Let’s use a fictitious example between SoFi Bank and Fake Bank. SoFi owns a personal loan and is charging a fixed rate on it, let’s call it 14%. They are worried that rates are going to move up, so they sign a contract to swap rates with another financial institution. That institution says they will pay SoFi a variable rate that is expected to net the exact same amount over the term of the contract as the fixed rate they are collecting.

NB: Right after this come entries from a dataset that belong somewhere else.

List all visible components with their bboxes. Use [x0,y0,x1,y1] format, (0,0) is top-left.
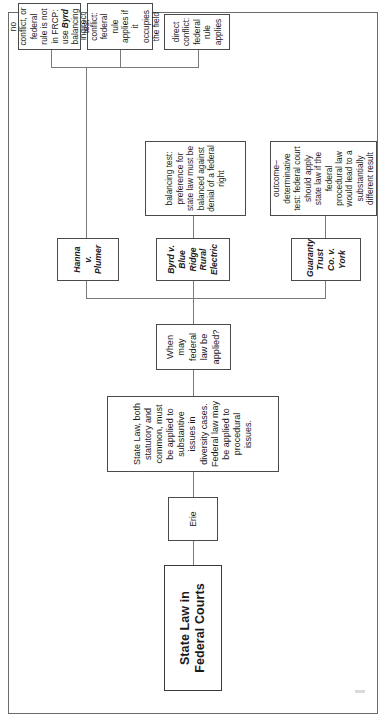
edge-erie-rule [193,472,194,498]
node-erie: Erie [168,497,218,541]
node-no-conflict-text-post: balancing test [70,9,90,45]
node-case-byrd: Byrd v. Blue Ridge Rural Electric [156,238,230,281]
node-balancing-test: balancing test: preference for state law… [145,141,246,216]
node-no-conflict-label: no conflict, or federal rule is not in F… [8,7,91,46]
node-root-label: State Law in Federal Courts [178,569,209,687]
edge-question-to-byrd [193,281,194,299]
node-case-byrd-label: Byrd v. Blue Ridge Rural Electric [166,242,219,277]
page-frame: State Law in Federal Courts Erie State L… [8,12,378,714]
node-no-conflict-citation: Byrd [60,9,70,28]
node-case-hanna-label: Hanna v. Plumer [72,242,104,277]
edge-byrd-balancing [193,216,194,238]
node-root-title: State Law in Federal Courts [164,565,222,691]
edge-rule-question [193,370,194,396]
node-case-guaranty-label: Guaranty Trust Co. v. York [305,242,348,277]
node-balancing-label: balancing test: preference for state law… [164,145,227,212]
node-outcome-label: outcome–determinative test: federal cour… [271,145,375,212]
edge-hanna-to-indirect [120,50,121,68]
node-direct-conflict: direct conflict: federal rule applies [164,14,230,50]
flowchart-canvas: State Law in Federal Courts Erie State L… [9,13,377,713]
edge-root-erie [193,541,194,565]
edge-hanna-riser [51,67,199,68]
edge-guaranty-outcome [325,216,326,238]
node-case-guaranty: Guaranty Trust Co. v. York [291,238,361,281]
node-question-label: When may federal law be applied? [165,328,222,366]
node-question: When may federal law be applied? [156,324,231,370]
node-erie-label: Erie [188,501,199,537]
node-direct-conflict-label: direct conflict: federal rule applies [171,18,223,46]
node-rule-statement: State Law, both statutory and common, mu… [107,396,279,472]
node-case-hanna: Hanna v. Plumer [57,238,119,281]
edge-hanna-to-direct [198,50,199,68]
edge-hanna-trunk [86,67,87,238]
node-indirect-conflict: indirect conflict: federal rule applies … [87,3,153,50]
edge-question-trunk [193,298,194,324]
node-no-conflict: no conflict, or federal rule is not in F… [18,3,81,50]
node-rule-label: State Law, both statutory and common, mu… [132,400,255,468]
edge-question-riser [86,298,325,299]
edge-hanna-to-noconflict [51,50,52,68]
edge-question-to-hanna [86,281,87,299]
edge-question-to-guaranty [325,281,326,299]
node-outcome-determinative-test: outcome–determinative test: federal cour… [270,141,377,216]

There are standard benchmark variable rates that are used for these type of deals, like SOFR and LIBOR rates. Let’s make up a fictitious rate called the Hoeger rate and we’ll assume a really simple “curve” for this example which is just a straight line. Today, when SoFi Bank and Fake Bank agree to the contract, the Hoeger rate is 3.5% and it is expected to increase linearly to 4.5% in 6 months, when SoFi expects to sell the loan. The two banks agree to a rate swap at the Hoeger Rate + 10%. Let’s assume that the Hoeger Rate prediction was accurate and the curve stays exactly as predicted at the beginning of the contract. In this scenario, on day 1 SoFi is paying Fake Bank 14% and Fake Bank is paying SoFi 13.5% (in reality, SoFi just pays Fake Bank the net difference of 0.5%). So Fake Bank is making money at the beginning of the contract. At 3 months, the rates are equal, and at 6 months, Fake Bank is paying SoFi 0.5%. After 6 months, SoFi Sells the loan and the credit swap expires. Both institutions made nothing because rates stayed exactly where everyone thought they would. This is illustrated in the graph above. The yellow portion represents the profit that Fake Bank makes, and the green portion represents the profit that SoFi makes. The yellow and green portions are the same size, so neither company nets any gains, it was all just a wash.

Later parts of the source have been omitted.